Kayla Fraser
Doctor of Philosophy (DPhil) in Geography and the Environment
Supervisors: Prof Patricia Daley and Dr Ian Klinke
Doctor of Philosophy (DPhil) in Geography and the Environment
Supervisors: Prof Patricia Daley and Dr Ian Klinke
Race and Africanity in Tunisian Football Fandom
Academic Profile
Kayla Fraser (she/her) is a PhD / DPhil candidate in Geography researching race, identity, and cultural politics in contemporary North Africa. Her current work examines Tunisian football fandom as a critical arena where bodily performance, modes of spectatorship, and territorial claims function as tools of racial formation. She is particularly interested in the complexities of postcolonial subjectivities and articulations of Africanity amid contested processes of nationhood, migration, and social transformation in Tunisia.
She holds a BA in History from Panthéon-Sorbonne University (Paris 1), an M1 in International Relations from Panthéon-Assas University (Paris II), and an MSc in African Studies from the University of Oxford. She was awarded a Clarendon and Black Academic Futures Scholarship to support her doctoral studies.
Alongside her academic work, she has spent time at the French Embassy in London and UN agencies, and has been involved in community-based projects related to refugee support, sexual health, and education – experiences which continue to shape her critical orientation toward politically engaged and ethically committed scholarship.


- **Problem to work on**:
Could you give back the listing below exactly, every line included?

- **The data**:
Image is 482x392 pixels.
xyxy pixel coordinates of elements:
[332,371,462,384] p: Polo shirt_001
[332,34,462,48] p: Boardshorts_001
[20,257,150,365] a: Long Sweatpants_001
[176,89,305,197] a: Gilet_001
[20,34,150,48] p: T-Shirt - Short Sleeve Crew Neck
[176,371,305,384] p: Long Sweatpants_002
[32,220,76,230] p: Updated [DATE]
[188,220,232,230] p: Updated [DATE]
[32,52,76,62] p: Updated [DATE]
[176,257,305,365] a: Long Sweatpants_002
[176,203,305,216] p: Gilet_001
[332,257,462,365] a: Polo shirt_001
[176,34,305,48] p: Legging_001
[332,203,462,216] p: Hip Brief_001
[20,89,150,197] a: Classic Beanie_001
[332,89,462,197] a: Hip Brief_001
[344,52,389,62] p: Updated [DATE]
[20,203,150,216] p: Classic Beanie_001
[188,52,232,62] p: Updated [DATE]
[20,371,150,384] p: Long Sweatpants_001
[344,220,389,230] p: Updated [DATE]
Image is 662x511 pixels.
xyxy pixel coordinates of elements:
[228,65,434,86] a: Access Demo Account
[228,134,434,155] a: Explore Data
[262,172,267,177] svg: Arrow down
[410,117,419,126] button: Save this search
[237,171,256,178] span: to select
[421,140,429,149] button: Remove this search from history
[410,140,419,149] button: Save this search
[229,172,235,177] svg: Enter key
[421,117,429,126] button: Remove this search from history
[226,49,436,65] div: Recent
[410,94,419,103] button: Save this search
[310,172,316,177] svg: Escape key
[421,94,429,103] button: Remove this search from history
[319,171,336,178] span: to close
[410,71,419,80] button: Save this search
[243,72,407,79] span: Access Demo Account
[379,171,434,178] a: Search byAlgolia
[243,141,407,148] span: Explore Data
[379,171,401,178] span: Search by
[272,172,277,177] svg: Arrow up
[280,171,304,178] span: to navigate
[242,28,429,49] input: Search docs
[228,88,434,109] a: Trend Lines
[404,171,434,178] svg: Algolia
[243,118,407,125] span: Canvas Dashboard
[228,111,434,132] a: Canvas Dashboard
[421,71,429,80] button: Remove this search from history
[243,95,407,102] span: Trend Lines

- **Solution to this problem**:
Image is 482x392 pixels.
xyxy pixel coordinates of elements:
[332,371,462,384] p: Polo shirt_001
[332,34,462,48] p: Boardshorts_001
[20,257,150,365] a: Long Sweatpants_001
[176,89,305,197] a: Gilet_001
[20,34,150,48] p: T-Shirt - Short Sleeve Crew Neck
[176,371,305,384] p: Long Sweatpants_002
[32,220,76,230] p: Updated [DATE]
[188,220,232,230] p: Updated [DATE]
[32,52,76,62] p: Updated [DATE]
[176,257,305,365] a: Long Sweatpants_002
[176,203,305,216] p: Gilet_001
[332,257,462,365] a: Polo shirt_001
[176,34,305,48] p: Legging_001
[332,203,462,216] p: Hip Brief_001
[20,89,150,197] a: Classic Beanie_001
[332,89,462,197] a: Hip Brief_001
[344,52,389,62] p: Updated [DATE]
[20,203,150,216] p: Classic Beanie_001
[188,52,232,62] p: Updated [DATE]
[20,371,150,384] p: Long Sweatpants_001
[344,220,389,230] p: Updated [DATE]
Image is 662x511 pixels.
xyxy pixel coordinates of elements:
[228,65,434,86] a: Access Demo Account
[228,134,434,155] a: Explore Data
[262,172,267,177] svg: Arrow down
[410,117,419,126] button: Save this search
[237,171,256,178] span: to select
[421,140,429,149] button: Remove this search from history
[410,140,419,149] button: Save this search
[229,172,235,177] svg: Enter key
[421,117,429,126] button: Remove this search from history
[226,49,436,65] div: Recent
[410,94,419,103] button: Save this search
[310,172,316,177] svg: Escape key
[421,94,429,103] button: Remove this search from history
[319,171,336,178] span: to close
[410,71,419,80] button: Save this search
[243,72,407,79] span: Access Demo Account
[379,171,434,178] a: Search byAlgolia
[243,141,407,148] span: Explore Data
[379,171,401,178] span: Search by
[272,172,277,177] svg: Arrow up
[280,171,304,178] span: to navigate
[242,28,429,49] input: Search docs
[228,88,434,109] a: Trend Lines
[404,171,434,178] svg: Algolia
[243,118,407,125] span: Canvas Dashboard
[228,111,434,132] a: Canvas Dashboard
[421,71,429,80] button: Remove this search from history
[243,95,407,102] span: Trend Lines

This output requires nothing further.